In the trucking industry, it’s a commonly repeated adage that “the shippers are the last to know” when it comes to freight market conditions. According to brokers we spoke to this week, shippers have finally realized how to take advantage of unusually loose trucking capacity, and they’re trying to crash rates.
The capacity-constrained environment of the past eighteen months is over. Double-digit driver wage hikes and record-breaking month after record-breaking month of new truck orders have substantially increased the number of available trucks.
In the new year, the national market is in the process of rolling over.
The spread between contract and spot rates continues to widen. According to DAT’s RateView tool, the national average spot rate for dry vans, net of fuel, was $1.76/mile in December and fell to $1.75/mile in January; meanwhile contract rates rose from $2.01/mile in December to $2.02/mile in January, widening the spread to 27 cts/mile.

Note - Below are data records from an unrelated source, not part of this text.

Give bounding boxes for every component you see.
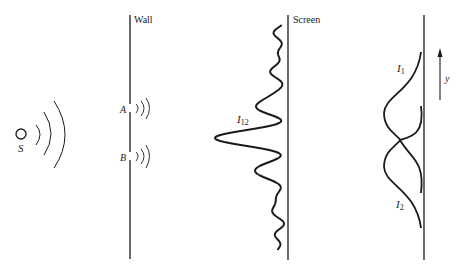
intensity-2-label: I2 bbox=[395, 198, 404, 212]
intensity-1-subscript: 1 bbox=[401, 67, 405, 76]
diagram-canvas: S Wall A B Screen I12 I1 bbox=[0, 0, 463, 271]
slit-b-wavefront-2 bbox=[141, 149, 144, 164]
interference-pattern-curve bbox=[215, 25, 284, 250]
source-label: S bbox=[18, 142, 24, 154]
slit-b-wavefront-1 bbox=[136, 152, 138, 161]
intensity-2-subscript: 2 bbox=[400, 203, 404, 212]
wall-label: Wall bbox=[134, 14, 153, 25]
y-axis-arrow-head bbox=[438, 48, 443, 57]
screen-label: Screen bbox=[293, 14, 320, 25]
y-axis-label: y bbox=[444, 73, 450, 84]
slit-b-wavefront-3 bbox=[146, 145, 150, 168]
source-wavefront-1 bbox=[36, 125, 40, 145]
slit-a-wavefront-2 bbox=[141, 101, 144, 116]
combined-intensity-subscript: 12 bbox=[241, 118, 249, 127]
single-slit-group: I1 I2 y bbox=[384, 15, 450, 260]
slit-a-wavefront-3 bbox=[146, 98, 150, 119]
slit-a-label: A bbox=[119, 104, 127, 115]
screen-group: Screen I12 bbox=[215, 14, 320, 260]
wall-group: Wall A B bbox=[119, 14, 153, 259]
source-wavefront-3 bbox=[54, 101, 65, 168]
diagram-svg: S Wall A B Screen I12 I1 bbox=[0, 0, 463, 271]
slit-a-wavefront-1 bbox=[136, 104, 138, 113]
slit-b-label: B bbox=[120, 152, 126, 163]
source-group: S bbox=[16, 101, 65, 168]
combined-intensity-label: I12 bbox=[236, 113, 249, 127]
source-circle bbox=[16, 129, 26, 139]
source-wavefront-2 bbox=[44, 112, 51, 155]
intensity-1-label: I1 bbox=[396, 62, 405, 76]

Brokerages and 3PLs see opportunity in volatile, confusing markets, and have enjoyed an unusual phenomenon: robust spot market activity driven by shippers deliberately seeking plentiful, cheap capacity rather than by shippers resorting to expensive spot freight out of desperation. Because this dynamic is playing out in January, a time when most carriers are in asset-utilization mode and do not expect to make strong profits, brokerages have been able to widen their margins considerably.

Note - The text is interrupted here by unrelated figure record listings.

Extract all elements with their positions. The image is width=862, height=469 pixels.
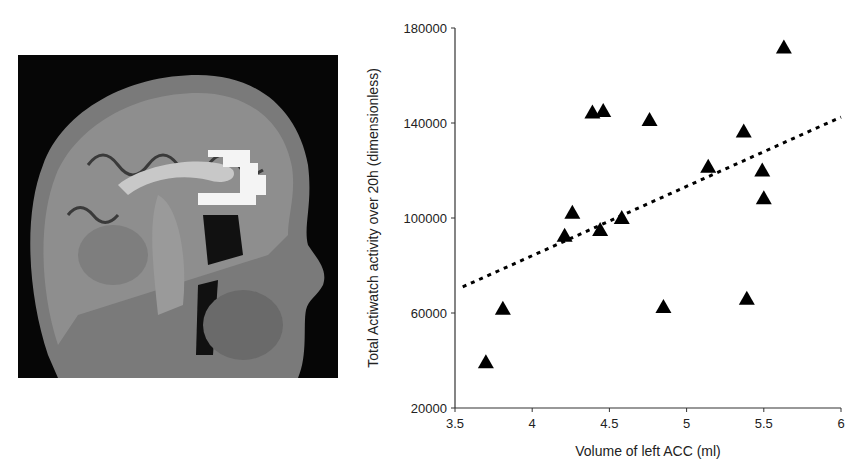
data-point-triangle	[595, 103, 611, 117]
data-point-triangle	[655, 299, 671, 313]
x-tick-label: 4	[529, 416, 536, 431]
data-point-triangle	[564, 205, 580, 219]
data-point-triangle	[642, 112, 658, 126]
x-tick-label: 4.5	[600, 416, 618, 431]
data-point-triangle	[557, 228, 573, 242]
data-point-triangle	[754, 163, 770, 177]
x-tick-label: 5	[683, 416, 690, 431]
data-point-triangle	[739, 291, 755, 305]
x-tick-label: 3.5	[446, 416, 464, 431]
data-point-triangle	[478, 354, 494, 368]
trendline	[463, 117, 841, 287]
x-axis-label: Volume of left ACC (ml)	[575, 443, 721, 459]
x-tick-label: 5.5	[755, 416, 773, 431]
y-axis-label: Total Actiwatch activity over 20h (dimen…	[365, 68, 381, 368]
y-tick-label: 140000	[404, 116, 447, 131]
data-point-triangle	[736, 124, 752, 138]
y-tick-label: 60000	[411, 306, 447, 321]
data-points	[478, 39, 792, 368]
x-tick-label: 6	[837, 416, 844, 431]
y-tick-label: 180000	[404, 21, 447, 36]
y-tick-label: 20000	[411, 401, 447, 416]
data-point-triangle	[756, 190, 772, 204]
data-point-triangle	[700, 159, 716, 173]
data-point-triangle	[776, 39, 792, 53]
chart-axes: 20000600001000001400001800003.544.555.56	[404, 21, 845, 431]
data-point-triangle	[495, 301, 511, 315]
y-tick-label: 100000	[404, 211, 447, 226]
scatter-chart: 20000600001000001400001800003.544.555.56…	[0, 0, 862, 469]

The chart below, from Susquehanna equities analyst Bascome Majors, shows how brokerage margins expand when spot rates fall below contract rates.
Carter Garrett, VP of Sales at Trident Transport, a Chattanooga-based brokerage with heavy exposure to spot freight, said that last week was one of the best in the five year old company’s history on both a revenue and margin basis.

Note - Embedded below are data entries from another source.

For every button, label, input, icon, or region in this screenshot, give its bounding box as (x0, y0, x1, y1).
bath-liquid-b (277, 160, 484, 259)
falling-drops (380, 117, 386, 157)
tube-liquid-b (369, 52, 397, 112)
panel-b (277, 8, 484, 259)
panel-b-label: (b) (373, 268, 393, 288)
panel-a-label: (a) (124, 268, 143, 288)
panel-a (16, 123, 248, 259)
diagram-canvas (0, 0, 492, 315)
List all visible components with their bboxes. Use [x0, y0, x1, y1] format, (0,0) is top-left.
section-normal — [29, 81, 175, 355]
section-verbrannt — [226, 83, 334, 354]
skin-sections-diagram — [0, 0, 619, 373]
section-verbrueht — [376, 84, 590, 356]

“It’s the loosest market I’ve seen in six or seven years,” Garrett said, pointing out that “shippers have started catching on this month. What we’re doing as a smaller brokerage is focusing on well-established lanes we have experience in and not taking on much risk.”
“We’re seeing the spread widening between contract and spot,” said Patrick Draut, VP of Business Intelligence at K & L Freight, a Chicago-based transportation provider with a large brokerage operation.
“The market thinks rates have to go lower from where they are now,” added Kyle Lintner, Director of Markets at K-Ratio, K & L’s freight futures division.
Shippers appear to be putting freight directly into the spot market if the load is rejected by their primary carrier instead of working down their routing guides. That’s one reason why national tender rejections have continued to reach new lows. Many shippers have begun their RFP negotiations with aggressive counter-offers 25% below carriers’ first round bids.
When shippers wise up to market conditions and ask for rate decreases, there’s a knock-on effect with brokerages, who beat up the carriers to protect their margins.
“You have some brokers trying to dictate the market, posting $1,500 from Chicago to Atlanta, hundreds of dollars below DAT’s seven day average,” Draut explained. Brokers are still searching for the bottom in this market, some offering trucks $1.60-1.65/mile to go into the East Coast, and just $1.20 to come out.
Some of these rates are not sustainable based on the per-mile cost of operating a truck, and rates should stabilize at some point in the next six to eight weeks, according to K & L.
“Sometime in advance of produce season they’re going to stop accepting cheap loads, whether that’s in late February or into March, and that will set the bottom,” Lintner said.